As Donald Trump himself tweeted on Monday morning…

… the president’s first official day on the job will include a meeting with congressional leaders and a separate meeting with House Speaker Paul Ryan.

According to the WSJ, Trump is also expected to sign various executive orders around 10:30am, which as previewed yesterday will include such topics as trade, immigration, government hiring, Obamacare and a lobbying ban.

According to the White House, which released daily guidance for the president on Sunday evening, Trump’s Monday will include a “breakfast and listening session with key business leaders” and a similar afternoon session with union leaders and “American Workers.”

Among this week’s key meetings, Trump is scheduled to with meet “top executives” at 9 a.m. today to discuss manufacturing, and British PM Theresa May on Friday.

He’ll have lunch with Vice President Mike Pence at noon. At 5 p.m., Trump is scheduled to hold a leadership reception with congressional leaders from both parties, followed by a private meeting with House Speaker Paul Ryan an hour later.

But the media will likely be fascinating by White House press secretary Sean Spicer, who will deliver an on-camera briefing at 1 p.m. that’s sure to be a focus of the day, given the weekend focus on the Trump administrations reaction to media coverage of the crowd sizes at the inauguration.

Also expect a series of cabinet votes: Mike Pompeo, the new head of the CIA, should get a vote today. White House officials expect at least three more Cabinet nominees, Ben Carson, Nikki Haley and Rick Perry, to be voted on by the end of the week, per the WSJ. And while Tillerson may not get a vote this week, Graham and McCain are now on board.

Clearing Mr. Trump’s nominees is a top priority because he is starting his presidency with a much thinner cabinet than his predecessor. On Barack Obama’s first day in office in 2009, the Senate approved six members of his cabinet. A seventh, Defense Secretary Bob Gates, was a holdover from the George W. Bush administration. The Senate that day confirmed an eighth nominee, Peter Orszag, to lead the Office of Management and Budget.

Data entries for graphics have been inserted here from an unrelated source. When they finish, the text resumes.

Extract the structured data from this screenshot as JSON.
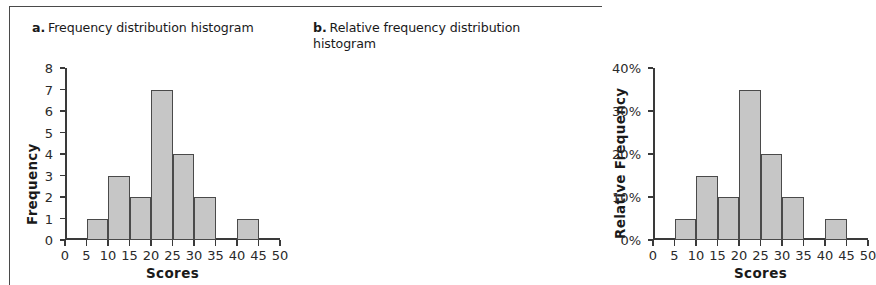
{
  "figure": {
    "panels": [
      {
        "letter": "a.",
        "title": "Frequency distribution histogram",
        "name": "frequency-histogram"
      },
      {
        "letter": "b.",
        "title": "Relative frequency distribution histogram",
        "name": "relative-frequency-histogram"
      }
    ]
  },
  "chart_data": [
    {
      "type": "bar",
      "title": "Frequency distribution histogram",
      "panel_letter": "a.",
      "xlabel": "Scores",
      "ylabel": "Frequency",
      "xlim": [
        0,
        50
      ],
      "ylim": [
        0,
        8
      ],
      "xticks": [
        "0",
        "5",
        "10",
        "15",
        "20",
        "25",
        "30",
        "35",
        "40",
        "45",
        "50"
      ],
      "xtick_values": [
        0,
        5,
        10,
        15,
        20,
        25,
        30,
        35,
        40,
        45,
        50
      ],
      "yticks": [
        "0",
        "1",
        "2",
        "3",
        "4",
        "5",
        "6",
        "7",
        "8"
      ],
      "ytick_values": [
        0,
        1,
        2,
        3,
        4,
        5,
        6,
        7,
        8
      ],
      "bin_width": 5,
      "grid": false,
      "legend": null,
      "bars": [
        {
          "bin_start": 5,
          "bin_end": 10,
          "value": 1
        },
        {
          "bin_start": 10,
          "bin_end": 15,
          "value": 3
        },
        {
          "bin_start": 15,
          "bin_end": 20,
          "value": 2
        },
        {
          "bin_start": 20,
          "bin_end": 25,
          "value": 7
        },
        {
          "bin_start": 25,
          "bin_end": 30,
          "value": 4
        },
        {
          "bin_start": 30,
          "bin_end": 35,
          "value": 2
        },
        {
          "bin_start": 40,
          "bin_end": 45,
          "value": 1
        }
      ],
      "categories": [
        "5-10",
        "10-15",
        "15-20",
        "20-25",
        "25-30",
        "30-35",
        "40-45"
      ],
      "values": [
        1,
        3,
        2,
        7,
        4,
        2,
        1
      ],
      "bar_fill": "#c6c6c6",
      "bar_stroke": "#4a4a4a"
    },
    {
      "type": "bar",
      "title": "Relative frequency distribution histogram",
      "panel_letter": "b.",
      "xlabel": "Scores",
      "ylabel": "Relative Frequency",
      "xlim": [
        0,
        50
      ],
      "ylim": [
        0,
        40
      ],
      "xticks": [
        "0",
        "5",
        "10",
        "15",
        "20",
        "25",
        "30",
        "35",
        "40",
        "45",
        "50"
      ],
      "xtick_values": [
        0,
        5,
        10,
        15,
        20,
        25,
        30,
        35,
        40,
        45,
        50
      ],
      "yticks": [
        "0%",
        "10%",
        "20%",
        "30%",
        "40%"
      ],
      "ytick_values": [
        0,
        10,
        20,
        30,
        40
      ],
      "bin_width": 5,
      "grid": false,
      "legend": null,
      "bars": [
        {
          "bin_start": 5,
          "bin_end": 10,
          "value": 5
        },
        {
          "bin_start": 10,
          "bin_end": 15,
          "value": 15
        },
        {
          "bin_start": 15,
          "bin_end": 20,
          "value": 10
        },
        {
          "bin_start": 20,
          "bin_end": 25,
          "value": 35
        },
        {
          "bin_start": 25,
          "bin_end": 30,
          "value": 20
        },
        {
          "bin_start": 30,
          "bin_end": 35,
          "value": 10
        },
        {
          "bin_start": 40,
          "bin_end": 45,
          "value": 5
        }
      ],
      "categories": [
        "5-10",
        "10-15",
        "15-20",
        "20-25",
        "25-30",
        "30-35",
        "40-45"
      ],
      "values": [
        5,
        15,
        10,
        35,
        20,
        10,
        5
      ],
      "bar_fill": "#c6c6c6",
      "bar_stroke": "#4a4a4a"
    }
  ]
}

Cited by the WSJ, Trump is optimistic about the beginning of his presidency despite a rocky first weekend that saw mass anti-Trump protests across the nation and world and his representatives’ repeated falsehoods about media reporting of verifiable events.

via http://ift.tt/2joGQm1 Tyler Durden

Peso, Loonie Drop After NAFTA Renegotiation Executive Order Headlines

Confirming his campaign rhetoric and inaugural address tone, President Donald Trump is expected to sign an executive order as early as Monday to renegotiate the North American Free Trade Agreement (NAFTA) with Canada and Mexico, according to NBC News’ Kristen Welker.

President Donald Trump is expected to sign an executive order as early as Monday stating his intention to renegotiate the free trade agreement between the United States, Canada and Mexico, a White House official told NBC News.

 

Eliminating the North American Free Trade Agreement (NAFTA), which was crafted by former President Bill Clinton and enacted in 1994, was a frequent Trump campaign promise.

 

The deal was intended to eliminate most trade tariffs between the three nations, increase investment and tighten protection and enforcement of intellectual property.

The reaction in the Mexican Peso and Canadian Dollar is clear…

This should hardly be surprise…

Canada’s ambassador to the United States said it was clear the Trump team were concerned above all about trade deficits with Mexico and China.

“I don’t think Canada is the focus at all,” David MacNaughton told reporters in Calgary, Alberta, ahead of a two-day government retreat focused on how to handle the new Trump administration.

Additionally, as CNN’s Jake Tapper tweeted, Trump is expected to abandon TPP…

 

All of which confirms the new White House’s statement:

“This strategy starts by withdrawing from the Trans-Pacific Partnership and making certain that any new trade deals are in the interests of American workers,”

 

“President Trump is committed to renegotiating NAFTA. If our partners refuse a renegotiation that gives American workers a fair deal, then the president will give notice of the United States’ intent to withdraw from NAFTA.”